Reputation: 2449
I was provided the following code sample in Java and I'm having trouble converting it to C#. How would I go about converting this so it'll work in .NET 4.5?
public static String constructOTP(final Long counter, final String key)
throws NoSuchAlgorithmException, DecoderException, InvalidKeyException
{
// setup the HMAC algorithm, setting the key to use
final Mac mac = Mac.getInstance("HmacSHA512");
// convert the key from a hex string to a byte array
final byte[] binaryKey = Hex.decodeHex(key.toCharArray());
// initialize the HMAC with a key spec created from the key
mac.init(new SecretKeySpec(binaryKey, "HmacSHA512"));
// compute the OTP using the bytes of the counter
byte[] computedOtp = mac.doFinal(
ByteBuffer.allocate(8).putLong(counter).array());
//
// increment the counter and store the new value
//
// return the value as a hex encoded string
return new String(Hex.encodeHex(computedOtp));
}
Here is the C# code that I've come up with thanks to Duncan pointing out the HMACSHA512 class, but I'm unable to verify the results match without installing java, which I can't do on this machine. Does this code match the above Java?
public string ConstructOTP(long counter, string key)
{
var mac = new HMACSHA512(ConvertHexStringToByteArray(key));
var buffer = BitConverter.GetBytes(counter);
Array.Resize(ref buffer, 8);
var computedOtp = mac.ComputeHash(buffer);
var hex = new StringBuilder(computedOtp.Length * 2);
foreach (var b in computedOtp)
hex.AppendFormat("{0:x2", b);
return hex.ToString();
}
Upvotes: 1
Views: 4118
Reputation: 69389
A SecretKeySpec
is used to convert binary input into something that is recognised by Java security providers as a key.

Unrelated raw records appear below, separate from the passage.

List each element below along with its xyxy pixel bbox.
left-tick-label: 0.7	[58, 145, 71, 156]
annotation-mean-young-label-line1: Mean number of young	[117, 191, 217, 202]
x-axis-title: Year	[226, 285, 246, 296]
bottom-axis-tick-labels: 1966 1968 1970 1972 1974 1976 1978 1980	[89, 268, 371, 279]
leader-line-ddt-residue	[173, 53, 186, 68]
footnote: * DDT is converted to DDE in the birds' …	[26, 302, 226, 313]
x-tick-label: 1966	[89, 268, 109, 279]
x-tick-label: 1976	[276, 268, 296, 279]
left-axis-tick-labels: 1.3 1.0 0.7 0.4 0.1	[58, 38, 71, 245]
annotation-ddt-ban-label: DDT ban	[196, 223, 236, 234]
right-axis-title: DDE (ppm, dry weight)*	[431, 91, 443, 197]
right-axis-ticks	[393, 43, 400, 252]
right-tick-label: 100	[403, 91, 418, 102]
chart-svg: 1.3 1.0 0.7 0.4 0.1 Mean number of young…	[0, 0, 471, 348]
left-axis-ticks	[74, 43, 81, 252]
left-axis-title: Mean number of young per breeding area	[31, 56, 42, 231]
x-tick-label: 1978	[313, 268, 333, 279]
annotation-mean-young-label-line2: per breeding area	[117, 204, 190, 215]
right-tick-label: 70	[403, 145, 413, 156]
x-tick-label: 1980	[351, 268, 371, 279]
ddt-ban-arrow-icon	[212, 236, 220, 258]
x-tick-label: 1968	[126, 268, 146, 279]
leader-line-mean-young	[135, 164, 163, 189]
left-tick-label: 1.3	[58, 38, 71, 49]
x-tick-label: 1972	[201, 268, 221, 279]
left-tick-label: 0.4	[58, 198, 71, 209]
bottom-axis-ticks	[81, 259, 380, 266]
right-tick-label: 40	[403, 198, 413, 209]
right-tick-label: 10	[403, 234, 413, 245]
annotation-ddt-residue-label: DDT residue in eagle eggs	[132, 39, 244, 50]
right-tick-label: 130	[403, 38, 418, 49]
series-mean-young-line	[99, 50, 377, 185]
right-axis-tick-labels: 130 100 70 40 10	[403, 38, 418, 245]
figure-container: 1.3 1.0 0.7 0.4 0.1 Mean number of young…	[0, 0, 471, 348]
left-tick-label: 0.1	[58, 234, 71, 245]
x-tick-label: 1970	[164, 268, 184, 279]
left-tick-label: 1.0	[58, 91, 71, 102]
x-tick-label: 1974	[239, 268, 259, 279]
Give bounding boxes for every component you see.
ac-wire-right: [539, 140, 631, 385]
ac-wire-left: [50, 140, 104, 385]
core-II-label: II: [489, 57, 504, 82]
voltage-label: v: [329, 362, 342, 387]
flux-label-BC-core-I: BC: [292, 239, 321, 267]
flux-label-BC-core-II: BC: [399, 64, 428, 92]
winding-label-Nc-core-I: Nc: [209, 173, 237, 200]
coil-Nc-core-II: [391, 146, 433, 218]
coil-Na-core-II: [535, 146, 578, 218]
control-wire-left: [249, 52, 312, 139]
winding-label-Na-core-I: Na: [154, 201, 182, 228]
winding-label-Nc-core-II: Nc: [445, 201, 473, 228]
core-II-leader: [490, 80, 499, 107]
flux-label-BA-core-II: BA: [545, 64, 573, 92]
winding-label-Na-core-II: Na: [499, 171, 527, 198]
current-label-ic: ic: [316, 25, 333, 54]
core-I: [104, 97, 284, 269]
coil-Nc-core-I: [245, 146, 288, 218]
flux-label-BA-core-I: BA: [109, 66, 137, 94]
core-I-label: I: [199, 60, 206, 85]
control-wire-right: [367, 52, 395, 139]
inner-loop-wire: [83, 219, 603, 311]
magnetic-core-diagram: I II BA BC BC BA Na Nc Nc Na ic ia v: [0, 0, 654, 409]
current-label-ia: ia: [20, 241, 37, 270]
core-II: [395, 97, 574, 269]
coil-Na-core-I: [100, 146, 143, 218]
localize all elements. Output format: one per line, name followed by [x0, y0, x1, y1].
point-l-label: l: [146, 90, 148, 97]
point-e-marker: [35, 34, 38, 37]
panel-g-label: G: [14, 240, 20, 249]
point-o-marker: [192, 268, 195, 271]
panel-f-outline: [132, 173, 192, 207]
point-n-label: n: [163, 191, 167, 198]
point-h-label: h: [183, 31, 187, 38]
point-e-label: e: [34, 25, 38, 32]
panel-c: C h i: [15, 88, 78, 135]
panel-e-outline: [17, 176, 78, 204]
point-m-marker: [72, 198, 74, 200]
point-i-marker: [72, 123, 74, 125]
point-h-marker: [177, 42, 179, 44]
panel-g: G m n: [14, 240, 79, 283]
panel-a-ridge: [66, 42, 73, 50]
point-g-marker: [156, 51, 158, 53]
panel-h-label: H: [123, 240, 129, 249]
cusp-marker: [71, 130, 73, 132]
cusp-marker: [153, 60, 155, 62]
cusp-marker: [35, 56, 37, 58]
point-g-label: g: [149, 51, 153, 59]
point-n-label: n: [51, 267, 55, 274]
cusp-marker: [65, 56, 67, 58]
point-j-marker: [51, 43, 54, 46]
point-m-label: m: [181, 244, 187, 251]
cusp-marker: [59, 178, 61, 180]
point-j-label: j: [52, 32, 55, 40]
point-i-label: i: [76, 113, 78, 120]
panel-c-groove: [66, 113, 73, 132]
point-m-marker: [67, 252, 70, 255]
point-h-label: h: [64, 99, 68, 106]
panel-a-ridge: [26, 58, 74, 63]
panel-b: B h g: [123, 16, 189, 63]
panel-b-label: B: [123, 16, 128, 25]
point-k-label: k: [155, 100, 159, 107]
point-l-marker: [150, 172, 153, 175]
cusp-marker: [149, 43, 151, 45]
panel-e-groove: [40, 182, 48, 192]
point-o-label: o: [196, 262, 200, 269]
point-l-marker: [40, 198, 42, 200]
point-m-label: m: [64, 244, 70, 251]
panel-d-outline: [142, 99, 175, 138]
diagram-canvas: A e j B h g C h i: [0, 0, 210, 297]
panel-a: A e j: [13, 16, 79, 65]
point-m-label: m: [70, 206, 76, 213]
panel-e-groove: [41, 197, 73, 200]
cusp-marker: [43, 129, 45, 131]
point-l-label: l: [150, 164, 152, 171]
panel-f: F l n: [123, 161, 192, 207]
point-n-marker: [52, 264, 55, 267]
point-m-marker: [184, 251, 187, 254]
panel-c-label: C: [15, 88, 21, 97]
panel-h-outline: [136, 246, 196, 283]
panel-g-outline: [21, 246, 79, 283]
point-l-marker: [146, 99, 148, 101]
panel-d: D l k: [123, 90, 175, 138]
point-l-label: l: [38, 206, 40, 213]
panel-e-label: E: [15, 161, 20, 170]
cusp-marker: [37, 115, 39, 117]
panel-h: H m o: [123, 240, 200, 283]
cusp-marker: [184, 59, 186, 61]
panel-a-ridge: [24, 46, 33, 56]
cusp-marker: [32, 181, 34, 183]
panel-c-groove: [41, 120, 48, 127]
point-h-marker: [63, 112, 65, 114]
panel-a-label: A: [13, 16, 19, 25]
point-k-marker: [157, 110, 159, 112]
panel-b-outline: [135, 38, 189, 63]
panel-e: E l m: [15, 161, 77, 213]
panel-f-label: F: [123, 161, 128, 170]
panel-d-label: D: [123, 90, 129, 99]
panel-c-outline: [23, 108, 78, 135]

It does little more than decorate the bytes with a little post-it note saying "Pssst, it's an HmacSHA512 key...".
You can basically ignore it as a Java-ism. For your .NET code, you just need to find a way of declaring what the HMAC key is. Looking at the HMACSHA512
class, this seems quite straight-forward. There is a constructor that takes a byte array containing your key value.